Brad Pitt having anything to do with the zombie apocalypse genre is a new phenomenon for sure, but that doesn’t begin to keep him from running with his role in a World War Z, a film that tries very hard to offer up something new (whether it actually does or not will depend on the individual).
“Gerry Lane” (Pitt) is a former UN intelligence officer who has moved on in life until his home in Philadelphia is inundated by an outbreak where the infected masses initiate what is called (in so many words) a “zombie” attack.
With fervent protesting from his wife (Mireille Enos) and kids (Sterling Kerins, Abigail Hargrove), Lane is compelled to head up the highly sensitive mission to find patient-zero with a specially assigned team of doctors to create a vaccine. But when the plan goes sour, Lane is following clues with little help from the experts to get to the bottom of the mysterious infection that has wiped out most of every city on earth.
Directed by Marc (Quantum of Solace, Stranger than Fiction) Foster, the story comes from Max Brook’s work of the same title, featuring multiple accounts of survival when government and society have lost all control. With hefty deviations from the source material in the name of on-screen drama, it is that material that goes a long way toward accomplishing its goal of remaking the genre.
Although it is heavily debatable whether or not this was an appropriate role for Pitt (I can think of a number of A-listers who could have filled the spot more suitably), Pitt owns his character with amiable diversity, which is a good thing since the movie at first appears to offer us nothing special whatsoever.
A few of the same mistakes (such as personal cell phone use amidst full-scale disasters and a couple of the familiar “knick of time” saves) don’t keep the work from developing into a soundly watchable and almost compelling mission.
And while many zombie flicks lower their standards to include the same predictable nonsense and futile gore, all we have to really put up with here is humans shrieking like hawks (and why?) and a strongly mismatched chemistry between Pitt and Enos.
The dialog stays on the smart side while the story itself and its reliance on clues and wit rather than cheap scares is perhaps the saving grace since the plot tempo takes a while to build up enough speed to engulf our full sympathies, but the overall family dynamic the film shoots for goes a long way toward winning a much larger audience percentage than any film of this sort.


Task details:
For this exercise, report every line of the material that includes "boxes".

Dataset excerpts:
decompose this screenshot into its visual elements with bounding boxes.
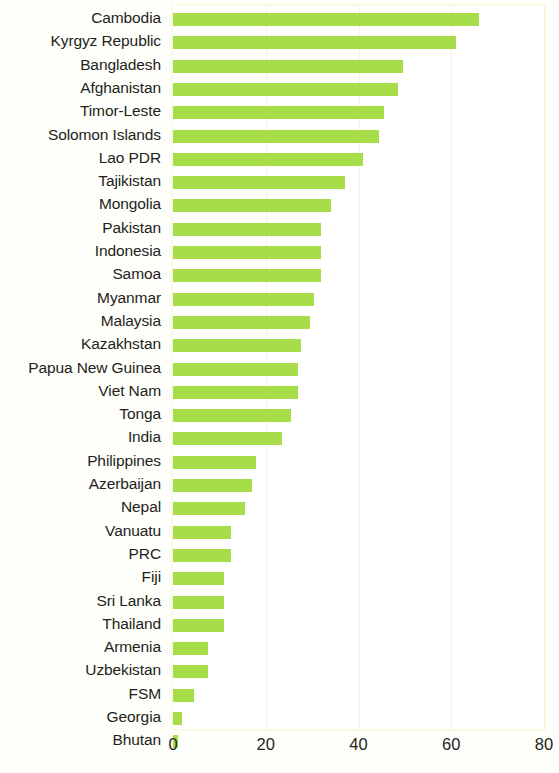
- bar-row: [173, 544, 544, 567]
- bar: [173, 409, 291, 422]
- bar: [173, 153, 363, 166]
- gridline-80: [544, 6, 545, 729]
- category-label: Armenia: [104, 635, 161, 658]
- bar: [173, 386, 298, 399]
- bar-row: [173, 427, 544, 450]
- category-label: Nepal: [121, 495, 161, 518]
- bar: [173, 596, 224, 609]
- category-label: Uzbekistan: [85, 658, 161, 681]
- bar: [173, 479, 252, 492]
- bar: [173, 176, 345, 189]
- x-tick-label: 0: [168, 735, 177, 754]
- bar-row: [173, 78, 544, 101]
- bar-row: [173, 125, 544, 148]
- category-label: Kazakhstan: [81, 332, 161, 355]
- bar-row: [173, 218, 544, 241]
- bar-row: [173, 451, 544, 474]
- category-label: Vanuatu: [105, 519, 161, 542]
- bar: [173, 269, 321, 282]
- bar: [173, 456, 256, 469]
- bar-row: [173, 707, 544, 730]
- bar-row: [173, 101, 544, 124]
- category-label: India: [128, 425, 161, 448]
- bar: [173, 83, 398, 96]
- value-axis-labels: 020406080: [0, 735, 559, 765]
- bar-row: [173, 567, 544, 590]
- category-axis-labels: CambodiaKyrgyz RepublicBangladeshAfghani…: [0, 4, 167, 731]
- bar-row: [173, 521, 544, 544]
- category-label: Samoa: [112, 262, 161, 285]
- bar-row: [173, 614, 544, 637]
- plot-area: [171, 4, 546, 731]
- category-label: Georgia: [107, 705, 161, 728]
- bar-row: [173, 8, 544, 31]
- bar: [173, 106, 384, 119]
- bar: [173, 572, 224, 585]
- bar-row: [173, 194, 544, 217]
- bar: [173, 60, 403, 73]
- bar: [173, 432, 282, 445]
- bar: [173, 316, 310, 329]
- x-tick-label: 80: [535, 735, 553, 754]
- bar-row: [173, 474, 544, 497]
- bar: [173, 339, 301, 352]
- category-label: Malaysia: [101, 309, 161, 332]
- category-label: Papua New Guinea: [28, 356, 161, 379]
- bar: [173, 665, 208, 678]
- category-label: Sri Lanka: [96, 589, 161, 612]
- category-label: PRC: [129, 542, 161, 565]
- bar-row: [173, 404, 544, 427]
- category-label: Pakistan: [102, 216, 161, 239]
- category-label: Azerbaijan: [89, 472, 161, 495]
- bar-row: [173, 684, 544, 707]
- bar-chart-figure: CambodiaKyrgyz RepublicBangladeshAfghani…: [0, 0, 559, 773]
- x-tick-label: 60: [442, 735, 460, 754]
- category-label: FSM: [129, 682, 161, 705]
- bar: [173, 293, 314, 306]
- category-label: Timor-Leste: [80, 99, 161, 122]
- bar-row: [173, 497, 544, 520]
- category-label: Cambodia: [91, 6, 161, 29]
- bar-row: [173, 311, 544, 334]
- bar-row: [173, 660, 544, 683]
- bar: [173, 642, 208, 655]
- bar: [173, 619, 224, 632]
- bar: [173, 36, 456, 49]
- bar-row: [173, 358, 544, 381]
- category-label: Solomon Islands: [48, 123, 161, 146]
- bar: [173, 502, 245, 515]
- category-label: Tonga: [119, 402, 161, 425]
- category-label: Indonesia: [95, 239, 161, 262]
- category-label: Mongolia: [99, 192, 161, 215]
- bar: [173, 199, 331, 212]
- x-tick-label: 40: [349, 735, 367, 754]
- bar-row: [173, 31, 544, 54]
- bar: [173, 130, 379, 143]
- bar-row: [173, 591, 544, 614]
- category-label: Bangladesh: [80, 53, 161, 76]
- bar-row: [173, 171, 544, 194]
- category-label: Kyrgyz Republic: [51, 29, 162, 52]
- bar-row: [173, 637, 544, 660]
- bar-row: [173, 264, 544, 287]
- bar: [173, 689, 194, 702]
- bar-series: [173, 6, 544, 729]
- x-tick-label: 20: [257, 735, 275, 754]
- category-label: Lao PDR: [99, 146, 161, 169]
- bar-row: [173, 334, 544, 357]
- bar: [173, 549, 231, 562]
- category-label: Myanmar: [97, 286, 161, 309]
- bar: [173, 526, 231, 539]
- bar: [173, 363, 298, 376]
- bar-row: [173, 381, 544, 404]
- category-label: Thailand: [102, 612, 161, 635]
- category-label: Tajikistan: [98, 169, 161, 192]
- bar-row: [173, 288, 544, 311]
- bar: [173, 13, 479, 26]
- category-label: Fiji: [142, 565, 161, 588]
- bar: [173, 246, 321, 259]
- category-label: Viet Nam: [98, 379, 161, 402]
- bar-row: [173, 241, 544, 264]
- bar-row: [173, 148, 544, 171]
- bar-row: [173, 55, 544, 78]
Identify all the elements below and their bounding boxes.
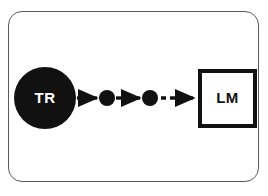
diagram-canvas <box>0 0 268 196</box>
node-tr-circle <box>14 67 76 129</box>
node-lm-square <box>200 71 255 126</box>
figure-root: TR LM <box>0 0 268 196</box>
node-dot1-circle <box>99 90 115 106</box>
node-dot2-circle <box>142 90 158 106</box>
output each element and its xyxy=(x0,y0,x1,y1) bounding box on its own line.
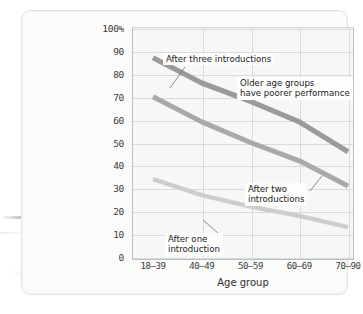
gridline-horizontal xyxy=(133,189,353,190)
gridline-vertical xyxy=(349,28,350,259)
y-axis-tick-label: 30 xyxy=(113,183,124,194)
y-axis-tick-label: 90 xyxy=(113,45,124,56)
gridline-horizontal xyxy=(133,144,353,145)
gridline-vertical xyxy=(300,28,301,259)
y-axis-tick-label: 100% xyxy=(102,23,124,34)
y-axis-tick-label: 70 xyxy=(113,91,124,102)
x-axis-tick-label: 40–49 xyxy=(189,261,214,271)
y-axis-tick-label: 40 xyxy=(113,160,124,171)
x-axis-tick-labels: 18–3940–4950–5960–6970–90 xyxy=(132,261,354,275)
annotation-after-two-introductions: After two introductions xyxy=(245,183,307,206)
y-axis-tick-label: 80 xyxy=(113,68,124,79)
y-axis-tick-label: 60 xyxy=(113,114,124,125)
gridline-horizontal xyxy=(133,212,353,213)
y-axis-tick-label: 50 xyxy=(113,137,124,148)
gridline-horizontal xyxy=(133,75,353,76)
x-axis-title: Age group xyxy=(132,277,354,288)
y-axis-tick-label: 0 xyxy=(119,252,124,263)
x-axis-tick-label: 50–59 xyxy=(238,261,263,271)
y-axis-tick-labels: 100%9080706050403020100 xyxy=(84,27,128,258)
annotation-older-age-groups: Older age groups have poorer performance xyxy=(237,77,353,100)
x-axis-tick-label: 18–39 xyxy=(140,261,165,271)
annotation-after-one-introduction: After one introduction xyxy=(165,233,223,256)
gridline-horizontal xyxy=(133,29,353,30)
gridline-horizontal xyxy=(133,121,353,122)
y-axis-tick-label: 20 xyxy=(113,206,124,217)
x-axis-tick-label: 60–69 xyxy=(287,261,312,271)
figure-card: 100%9080706050403020100 18–3940–4950–596… xyxy=(21,10,348,295)
annotation-after-three-introductions: After three introductions xyxy=(163,53,274,65)
gridline-horizontal xyxy=(133,258,353,259)
gridline-horizontal xyxy=(133,166,353,167)
x-axis-tick-label: 70–90 xyxy=(335,261,360,271)
y-axis-tick-label: 10 xyxy=(113,229,124,240)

The answer:
decompose this screenshot into its visual elements with bounding boxes.
Identify all the elements below and their bounding boxes.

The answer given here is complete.